10 manufacturing companies were recruited to test the program:

Companies have used the program to learn how to improve their competitiveness, innovation potential and ability to reach new markets in a profitable way through the principles of open source.

By the end of the program they had clarified the key issues of their strategy:

Two notable results

At the end of the first experience two remarkable things happened.

The first: Out of 10 companies that volunteered, 8 decided to take the plunge and create a real open source strategy for at least one of their products.

And the second: All the companies testified that this new strategy would bring them between €130,000 and €1,300,000 in additional turnover in the coming years OR that it accelerated the adoption of a development and cooperation strategy that would have taken them several years.

Let’s look at two examples.

The first, Novozymes, a manufacturer of enzymes and micro-organisms for industrial use, has long been aware that they cannot solve all their problems alone.

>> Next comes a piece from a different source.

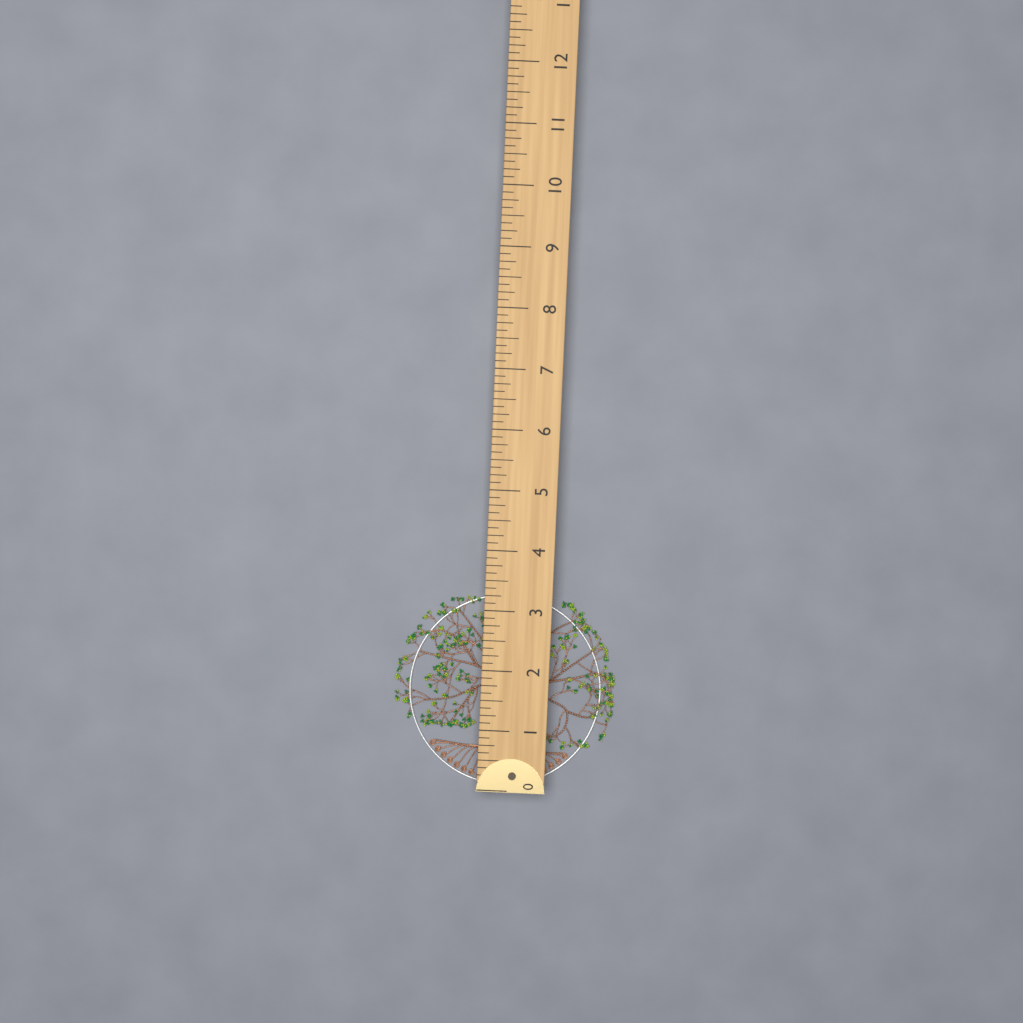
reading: 3.250 (no unit)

One of their major obstacles is working in an industry where aggressive intellectual property protection often prevents openness.

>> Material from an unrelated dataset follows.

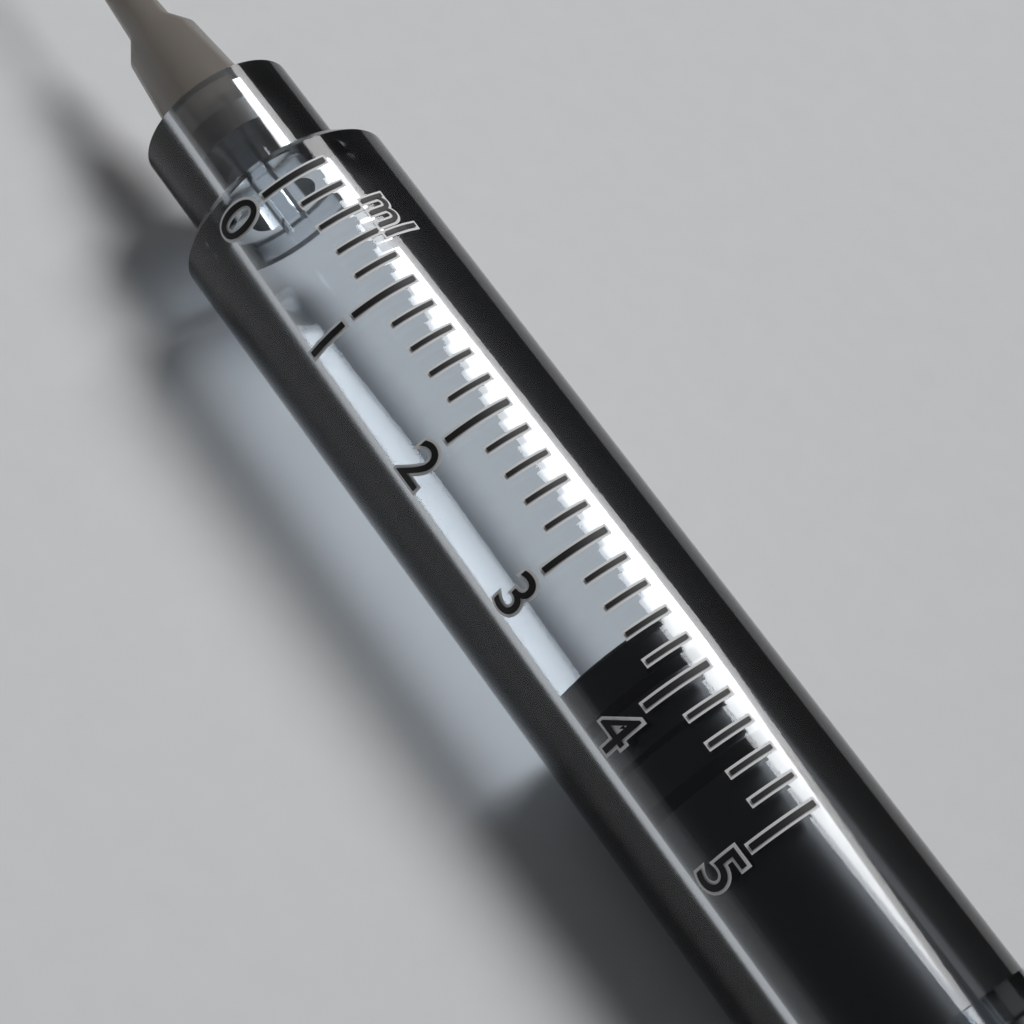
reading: 3.6 ml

Novozymes had already tried to create a knowledge sharing platform, but without success. Their objective in participating in REMODEL was therefore to reconsider this project in depth and by integrating all the stakeholders of their ecosystem.

The program helped them move beyond a one-way understanding of open source and understand how it could apply to their business.

The result of their thinking is a community platform, Hello Science, that solves challenges through knowledge sharing between academic actors, start-ups and companies to break knowledge silos that slow innovation and partnership creation. This platform is a unique way for them to create connections between the organization and the outside world that can ultimately help solve challenges that affect the entire industry.

The second example is the furniture company Stykka, which provides tailor-made furniture through its online platform to large companies such as Carlsberg, Ebay or SAP.  Their production system integrates building blocks that allow them to produce high quality custom products at mass production prices.

Even though Stykka had long had the idea of creating an open source strategy, the idea remained intangible and difficult to implement operationally.

So they used the REMODEL method to explore the potential of open source for them and see how an open source strategy could look like for them and how it could improve their business.

The program allowed them to develop their idea so that new opportunities became clear, concrete and rooted in their existing business, such as allowing designers to take over their designs, but to enrich and make the furniture catalogue more attractive.

In return, designers, in addition to having access to quality designs, can also make their work more visible and collect royalties on furniture produced on their designs.

What’s next....

The REMODEL method is obviously replicable and can equally benefit manufacturing companies outside Denmark.

If you are curious and want to develop your own open source strategy, you can go to Remodel.dk to find the sprints compiled in a toolbox, whose use is open to everyone and available in Open Source.

With the help of the toolbox, you will have a better understanding of how open source works and access to materials, videos and guides that will allow you to do the program yourself.

This post was originally published in French at lafabriquedesmobilités.fr on December 19, 2018.

Written by:
Jaime Arredondo
Creator at Bold & Open. Deconstructing how to turn radical ideas into transformative impact.